By Jamin Roller
One of my favorite classes in college was Cinematic Theology. We spent all semester watching movies and discussing the theological themes embedded in the movie’s message. As I read through today’s passages, I was reminded of a scene in The Dark Knight that we spent a lot of time discussing in class. It is a brief scene I would have easily missed: Batman and the police are chasing the Joker through the streets of Gotham. It’s a high-action scene with lots of crashes and explosions. Then, for just a moment, the camera cuts to and lingers on a fire engine that is turned on its side and engulfed in flames. It’s a tragically ironic image. Fire engines are supposed to put out fires. They are there to help defeat the fire. This one was not only turned on its side but was itself on fire. The vehicle of rescue was consumed by the very thing it was supposed to extinguish.
That moment served its own purpose for the movie, but I thought of it reading through 2 Chronicles 36 because it’s emblematic of Israel and her kings. Over and again we get the name of the king, the age of the king and then this summary of his reign: “He did what was evil in the sight of the Lord.” Not only were the kings evil, but “All the leaders of the priests and the people multiplied their unfaithful deeds, imitating all the detestable practices of the nations” (2Chronicles 36:14).
Israel was rescued from Egypt by God, welcomed into a covenant relationship with God, and commissioned to represent God to the surrounding nations. Their holy character was supposed to represent God’s holy character and serve as a redemptive invitation to the surrounding nations to follow the one true God. What we just read is a far cry from that calling. Instead of being a set apart people witnessing to the nations, they were people consumed by the evil they were supposed to oppose. They were like a vehicle of rescue engulfed in what should be extinguished. Verse 16 tells us they are so given over to evil and unrepentance they even reject God’s unwavering compassion. It is a bleak, tragically ironic picture.
The chapter and the book end with little conclusion. After pointing back to the failure to live faithfully, it points to an unknown future. It allows readers to ponder for themselves, “will you repeat the past or choose faithfulness?”

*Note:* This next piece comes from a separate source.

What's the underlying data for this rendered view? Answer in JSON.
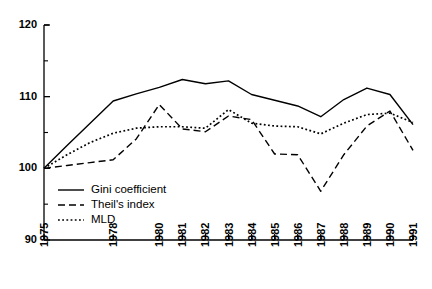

That kind of question turns our hearts to Jesus in this Lenten season. I do not want to live a life consumed by the very things God has redeemed me from and called me to fight against. I want to be a faithful vehicle of grace and good news. I choose faithfulness. Yet that can only be true if I trust in and lean on my Savior. He withstood the flames of sin and death and defeated evil. He is the rescuer Israel needed and the rescuer we still need today. Only through Him can we live fully and faithfully into the sacred calling to be his set-apart people. Lord, help us.